“They were considered suburban art - people had Keanes in their offices or living rooms, not Picassos or Matisses. “I grew up in the era when those paintings were very present,” says Burton. The process by which Walter did exactly that - and turned the miscredited paintings into some of the best-known pop art in American history - is the subject of Tim Burton’s new movie, “Big Eyes,” in which Amy Adams plays Margaret and Christoph Waltz, Walter. I couldn’t bear the thought that he would take them away.”

They were so close to me I identified with them so much. “I said, ‘Don’t do this again!’ Those paintings were a part of me. “Well, I was horrified,” Margaret, 87, tells The Post.
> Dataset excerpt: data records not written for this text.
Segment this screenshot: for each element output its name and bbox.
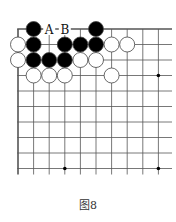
star-point (63, 167, 67, 171)
star-point (157, 167, 161, 171)
black-stone (42, 53, 57, 68)
white-stone (42, 68, 57, 83)
black-stone (57, 53, 72, 68)
white-stone (26, 68, 41, 83)
black-stone (73, 37, 88, 52)
black-stone (89, 22, 104, 37)
black-stone (26, 53, 41, 68)
white-stone (11, 37, 26, 52)
white-stone (104, 68, 119, 83)
black-stone (57, 37, 72, 52)
white-stone (104, 37, 119, 52)
go-board: AB (0, 0, 176, 190)
white-stone (57, 68, 72, 83)
star-point (157, 74, 161, 78)
white-stone (120, 37, 135, 52)
white-stone (89, 53, 104, 68)
black-stone (89, 37, 104, 52)
stones-layer (11, 22, 135, 84)
black-stone (26, 22, 41, 37)
white-stone (73, 53, 88, 68)
white-stone (11, 53, 26, 68)
point-label: B (60, 23, 69, 37)
point-label: A (44, 23, 54, 37)
black-stone (26, 37, 41, 52)
figure-caption: 图8 (0, 196, 176, 212)
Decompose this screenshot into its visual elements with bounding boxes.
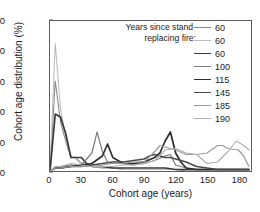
legend-line-swatch-icon: [194, 40, 211, 41]
legend-item[interactable]: 115: [194, 74, 229, 85]
legend-title-line-2: replacing fire:: [144, 33, 196, 43]
x-tick-label: 90: [139, 174, 150, 185]
x-tick-label: 180: [231, 174, 247, 185]
x-tick-label: 60: [107, 174, 118, 185]
legend-item-label: 115: [215, 75, 229, 85]
x-tick-label: 120: [168, 174, 184, 185]
legend-line-swatch-icon: [194, 118, 211, 119]
figure-chart-cohort-age-distribution: Cohort age distribution (%) Cohort age (…: [0, 0, 260, 212]
legend-item[interactable]: 100: [194, 61, 230, 72]
legend-line-swatch-icon: [194, 105, 211, 106]
legend-title-line-1: Years since stand-: [126, 22, 196, 32]
x-tick-label: 0: [46, 174, 51, 185]
legend-item[interactable]: 185: [194, 100, 230, 111]
legend-item[interactable]: 60: [194, 35, 225, 46]
legend-item-label: 60: [215, 23, 225, 33]
x-axis-title: Cohort age (years): [49, 188, 252, 199]
legend-line-swatch-icon: [194, 79, 211, 80]
y-axis-title: Cohort age distribution (%): [13, 2, 24, 162]
x-tick-label: 150: [200, 174, 216, 185]
legend-item[interactable]: 60: [194, 48, 225, 59]
legend-item[interactable]: 60: [194, 22, 225, 33]
x-tick-label: 30: [75, 174, 86, 185]
legend-item-label: 185: [215, 101, 230, 111]
legend-line-swatch-icon: [194, 27, 211, 28]
legend-line-swatch-icon: [194, 92, 211, 93]
legend-line-swatch-icon: [194, 66, 211, 67]
legend-title: Years since stand- replacing fire:: [112, 22, 196, 43]
y-tick-label: 60: [0, 75, 5, 86]
y-tick-label: 100: [0, 15, 5, 26]
legend-item-label: 60: [215, 36, 225, 46]
y-tick-label: 40: [0, 106, 5, 117]
legend-line-swatch-icon: [194, 53, 211, 54]
legend: Years since stand- replacing fire: 60606…: [134, 20, 252, 124]
y-tick-label: 20: [0, 136, 5, 147]
legend-item-label: 100: [215, 62, 230, 72]
legend-item-label: 190: [215, 114, 230, 124]
legend-item[interactable]: 145: [194, 87, 230, 98]
legend-item-label: 60: [215, 49, 225, 59]
y-tick-label: 80: [0, 45, 5, 56]
legend-item-label: 145: [215, 88, 230, 98]
legend-item[interactable]: 190: [194, 113, 230, 124]
y-tick-label: 0: [0, 167, 5, 178]
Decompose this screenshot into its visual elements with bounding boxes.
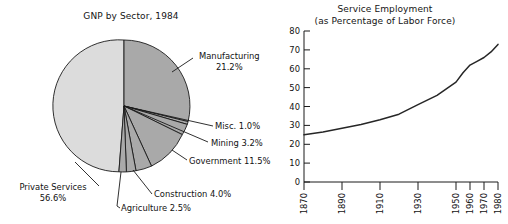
pie-slice-private-services — [53, 40, 124, 172]
pie-label-private-services-value: 56.6% — [6, 193, 100, 204]
pie-label-manufacturing: Manufacturing 21.2% — [199, 51, 260, 72]
line-chart-panel: Service Employment (as Percentage of Lab… — [262, 0, 508, 224]
leader-line-agriculture-elbow — [117, 206, 120, 208]
figure-root: GNP by Sector, 1984 — [0, 0, 508, 224]
leader-line-government — [172, 150, 187, 160]
pie-label-manufacturing-name: Manufacturing — [199, 51, 260, 62]
x-tick-label-1870: 1870 — [299, 193, 309, 214]
x-tick-label-1950: 1950 — [451, 193, 461, 214]
y-tick-label-10: 10 — [289, 158, 300, 168]
x-tick-label-1980: 1980 — [493, 193, 503, 214]
x-tick-label-1890: 1890 — [337, 193, 347, 214]
line-chart-title-line2: (as Percentage of Labor Force) — [262, 16, 508, 28]
pie-label-private-services: Private Services 56.6% — [6, 182, 100, 203]
leader-line-agriculture — [117, 172, 121, 206]
x-axis-ticks — [304, 182, 498, 190]
x-tick-label-1970: 1970 — [479, 193, 489, 214]
x-tick-label-1910: 1910 — [375, 193, 385, 214]
pie-label-manufacturing-value: 21.2% — [199, 62, 260, 73]
pie-slices — [53, 40, 190, 172]
pie-chart-panel: GNP by Sector, 1984 — [0, 0, 262, 224]
y-tick-label-30: 30 — [289, 120, 300, 130]
line-chart-graphic: 80 70 60 50 40 30 20 10 0 — [262, 0, 508, 224]
y-axis-tick-labels: 80 70 60 50 40 30 20 10 0 — [289, 26, 300, 187]
y-tick-label-50: 50 — [289, 83, 300, 93]
y-tick-label-0: 0 — [295, 177, 300, 187]
pie-chart-title: GNP by Sector, 1984 — [0, 11, 262, 21]
leader-line-construction — [133, 170, 152, 194]
y-tick-label-40: 40 — [289, 102, 300, 112]
pie-label-government: Government 11.5% — [189, 156, 271, 167]
pie-label-private-services-name: Private Services — [6, 182, 100, 193]
x-tick-label-1930: 1930 — [413, 193, 423, 214]
pie-label-agriculture: Agriculture 2.5% — [121, 203, 191, 214]
line-chart-title: Service Employment (as Percentage of Lab… — [262, 4, 508, 27]
y-tick-label-20: 20 — [289, 139, 300, 149]
pie-label-mining: Mining 3.2% — [211, 138, 263, 149]
pie-label-construction: Construction 4.0% — [154, 189, 231, 200]
y-tick-label-70: 70 — [289, 45, 300, 55]
service-employment-line — [304, 44, 498, 134]
x-tick-label-1960: 1960 — [465, 193, 475, 214]
x-axis-tick-labels: 1870 1890 1910 1930 1950 1960 1970 1980 — [299, 193, 503, 214]
line-chart-title-line1: Service Employment — [262, 4, 508, 16]
y-tick-label-80: 80 — [289, 26, 300, 36]
y-axis-ticks — [304, 31, 310, 182]
pie-label-misc: Misc. 1.0% — [215, 121, 260, 132]
line-chart-axes — [304, 31, 498, 182]
y-tick-label-60: 60 — [289, 64, 300, 74]
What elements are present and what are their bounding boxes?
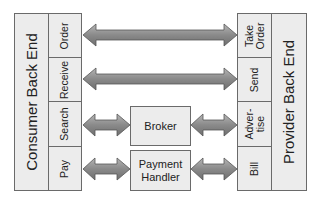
pay-handler-arrow-icon <box>83 158 130 180</box>
broker-advertise-arrow-icon <box>191 114 237 136</box>
arrows-layer <box>0 0 320 204</box>
order-arrow-icon <box>83 24 237 46</box>
delivery-arrow-icon <box>83 68 237 90</box>
search-broker-arrow-icon <box>83 114 130 136</box>
handler-bill-arrow-icon <box>191 158 237 180</box>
She seemed to have found the perfect man - until one day she discovered he’d let someone think one of her paintings was his. “He could have sold anybody anything.”īefore long, he had proposed and they were living together, along with Margaret’s young daughter Jane.
#Margaret keane self portrait windows#
He just had so much charisma,” she says of Walter, who praised her paintings of waiflike children with disproportionately large eyes (“the windows to the soul,” she told him when he asked about them). “He was the most charming person you’d ever meet. When aspiring artist Margaret Ulbrich left an unhappy marriage in the early 1950s and fled from Tennessee to California, she couldn’t believe her luck when she met a free-spirited fellow painter named Walter Keane.